Our Founding liberal principles aren’t the best invocation against inhuman practices like slavery and abortion because they also produce self-aggrandizement, individualism, willfulness, and a conception of liberty as the absence of constraint.
Conservatives value individual liberty as much as libertarians, but they deny that freedom from coercion is the only form of liberty.
Threats to religious freedom endanger the health of religious institutions, enfeebling rather than enlivening the moral content of our culture—a content that we all, believers and non-believers alike, rely upon to exercise our freedom.
The Supreme Court was more right than it knew during the past two centuries as it identified the state’s interest in marriage as children and their formation. The first in a two-part series.
John Locke is a deep cultural well from which we still can draw good water.
Our current economic debates underscore the case for an approach to political economy that rejects social contract theory and embraces a robust conception of human flourishing.
The logic of contract and the movement to conquer nature have resulted in the triumph of autonomy and demise of the family. The first of a two-part series.
Laws regulating immigration are analogous to those requiring the payment of taxes or the licensing of physicians. Granting amnesty to illegal immigrants is not in itself unjust, but it may be imprudent.

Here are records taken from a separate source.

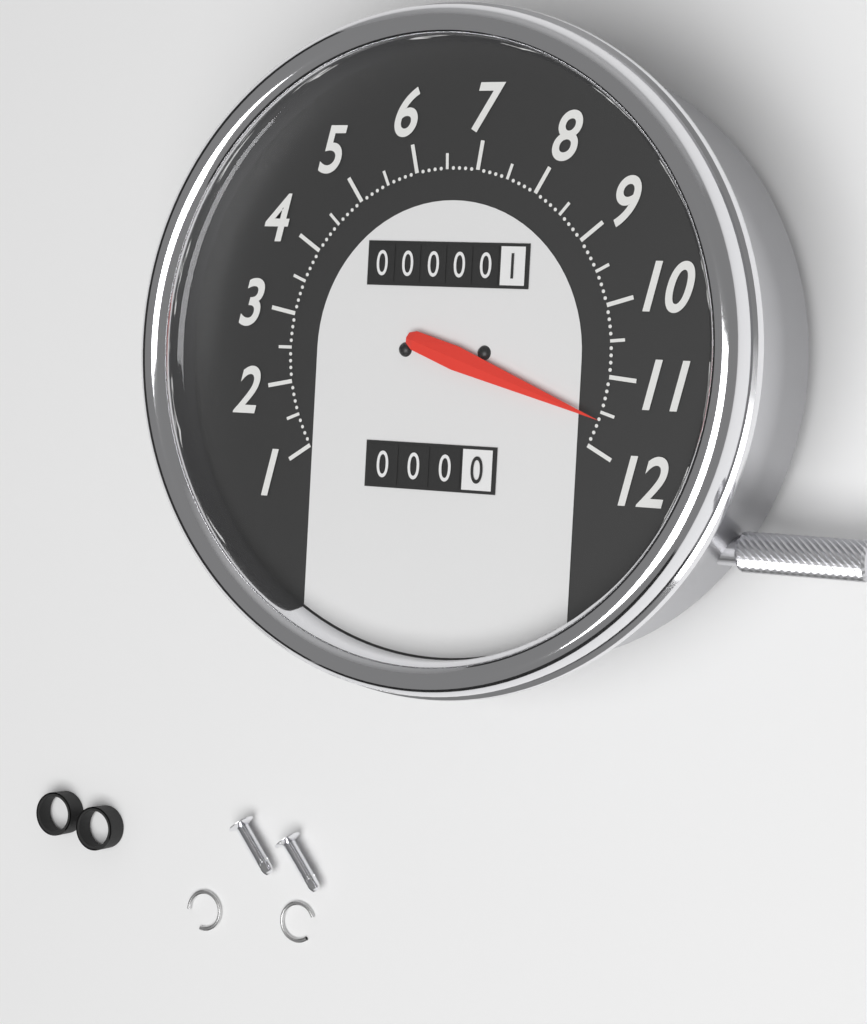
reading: 11.6 (no unit)
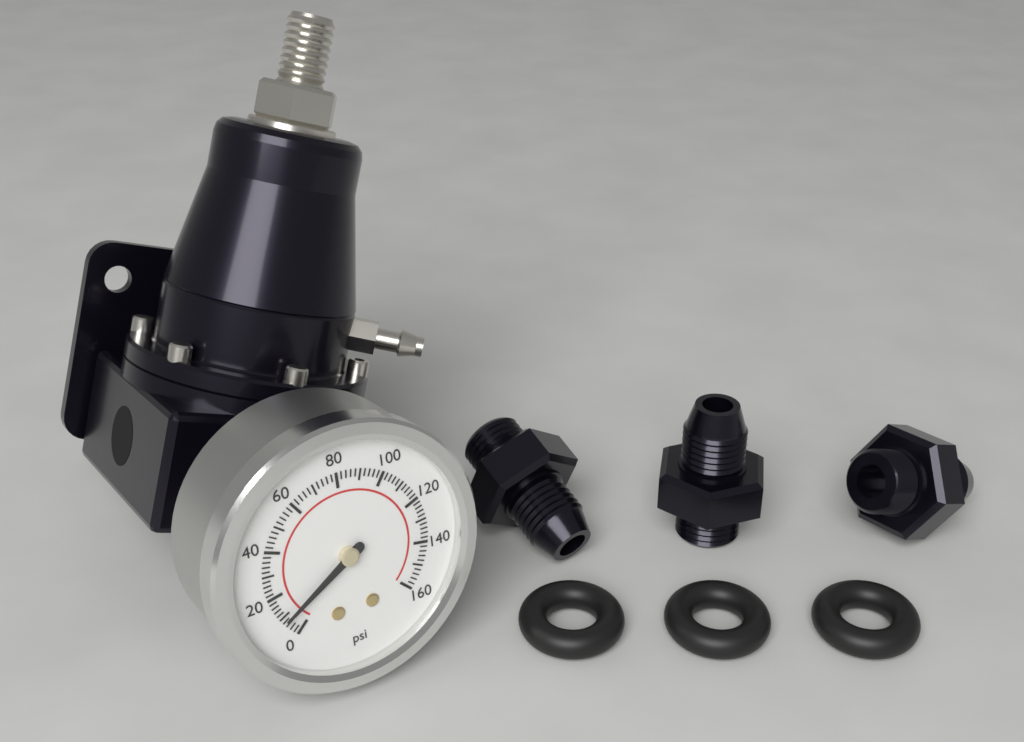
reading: 8 psi
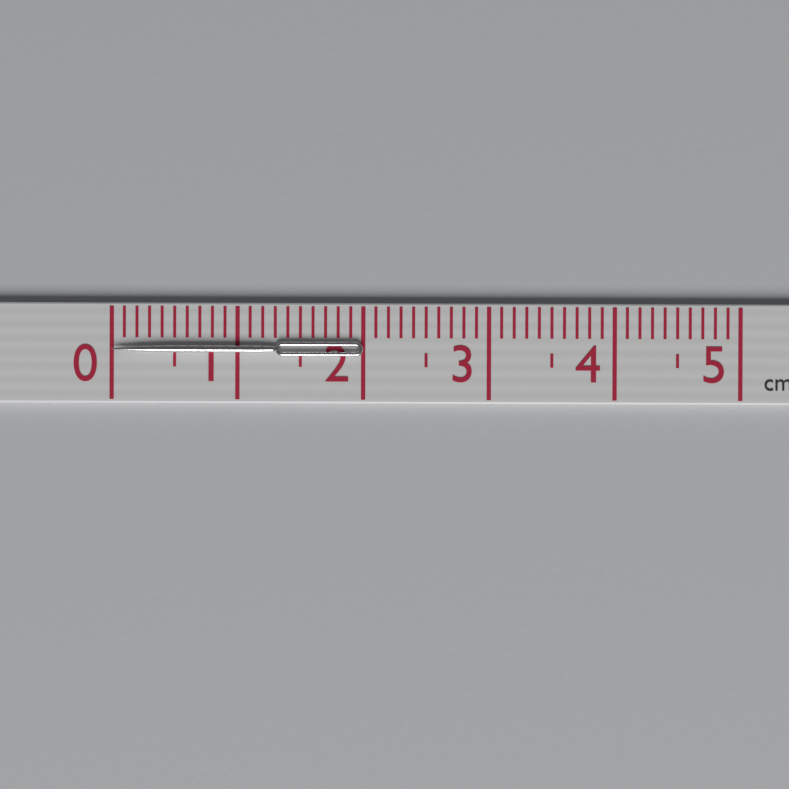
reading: 2.0 cm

Opposition to the CIA interrogations of terror suspects is not a reason to distort important Constitutional principles.
A recent conference at Princeton University asked whether in the midst of current economic challenges natural law philosophy might not provide a better foundation for the practice of economics than the utilitarian account of value that currently underwrites it.
Higher education exposes ingratiating talk as the counterfeit of teaching; rote learning as the counterfeit of thought; mere opinion as the counterfeit of judgment; enthusiasm as the counterfeit of principle.